Video description
A wealth of information on general software architecture and truths that are applicable to any language.
David T. Kerns, Rincon Research Corporation
Professional developers know the many benefits of writing application code that’s clean, well-organized, and easy to maintain. By learning and following established patterns and best practices, you can take your code and your career to a new level.

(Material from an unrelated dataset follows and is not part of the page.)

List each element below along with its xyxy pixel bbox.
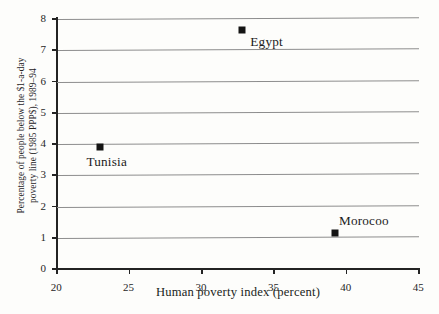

With Practices of the Python Pro, you’ll learn to design professional-level, clean, easily maintainable software at scale using the incredibly popular programming language, Python. You’ll find easy-to-grok examples that use pseudocode and Python to introduce software development best practices, along with dozens of instantly useful techniques that will help you code like a pro.
about the technology
Professional-quality code does more than just run without bugs. It’s clean, readable, and easy to maintain. To step up from a capable Python coder to a professional developer, you need to learn industry standards for coding style, application design, and development process. That’s where this book is indispensable.
about the book
Practices of the Python Pro teaches you to design and write professional-quality software that’s understandable, maintainable, and extensible. Dane Hillard is a Python pro who has helped many dozens of developers make this step, and he knows what it takes. With helpful examples and exercises, he teaches you when, why, and how to modularize your code, how to improve quality by reducing complexity, and much more. Embrace these core principles, and your code will become easier for you and others to read, maintain, and reuse.
what's inside
- Organizing large Python projects
- Achieving the right levels of abstraction
- Writing clean, reusable code Inheritance and composition
- Considerations for testing and performance
about the audience
For readers familiar with the basics of Python, or another OO language.
about the author
Dane Hillard has spent the majority of his development career using Python to build web applications.
Get this book, and begin to write Python code like a professional.
Davide Cadamuro, BMW Group
This will take a Python developer down a path to becoming a pro.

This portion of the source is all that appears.